3.2) Words embeddings are clustered by semantic and acoustic similarity
Bigram statistics are often learnt by the token embedding layer in transformer language models. Additionally in LLMs, we observe semantically similar words clustered in embedding space. This phenomenon also holds for Whisper, but additionally we discover that words with similar sounds also exhibit proximity in the embedding space. To illustrate this, we choose specific words and then create a plot of the 20 nearest tokens based on their cosine similarity.
‘rug’ is close in embedding space to lug, mug and tug. This is not very surprising of a speech-to-text model; if you think you hear the word ‘rug’, it is quite likely that the word was in fact lug or mug.

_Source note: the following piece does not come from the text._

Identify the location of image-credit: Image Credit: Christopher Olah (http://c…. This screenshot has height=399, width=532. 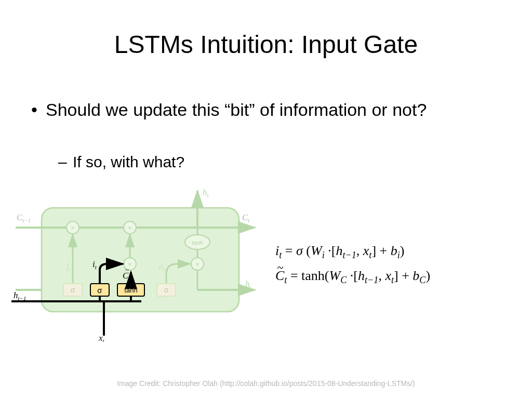
(266, 383).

3.3) The decoder learns semantic features analogous to those found in LLMs
Finally, we collected maximally activating dataset examples (using the same dataset of 10,000 2s audio clips) for the neuron basis of decoder
blocks.0.mlp.1
. We find that they often activate on semantically similar concepts, suggesting that a) the model is already activing on the word level by the first MLP layer and b) it has aquired rudimentary language modelling capabilities like a weak LLM. Below we show the transcripts for the maximally activating dataset examples for some neurons indecoder.blocks.0.mlp.1
.Neuron 10 - Food related
Neuron 12 - Numbers (particularly *th)
Neuron 14 - Verbs related to moving things
Conclusion
To the best of our knowledge, this work presents the first attempt to do interpretability on a multimodal audio-text model. We have demonstrated that acoustic features are human interpretable and formulated a way of listening to them. Additionally, we have also presented some macroscopic properties of Whisper’s encoder and decoder. Our findings reveal that the audio encoder’s attention is highly localized, in contrast to the semantically aware attention patterns observed in Large Language Models. Furthermore, despite being exclusively trained on a supervised speech-to-text task, the decoder has acquired basic language modelling capabilities. This is a first step in developing universal interpretability techniques that can be used to detect dangerous/deceptive computation in multimodal models. This work is however by no means comprehensive. A notable limitation is that we simply used dataset examples to demonstrate acoustic features (rather than using an optimization based method like DeepDream) potentially biasing features towards the dataset. Future work would include getting an optimization based feature visualization method working in the audio domain, in addition to looking more closely into how the acoustic features in the encoder are mapped to linguistic ones in the decoder.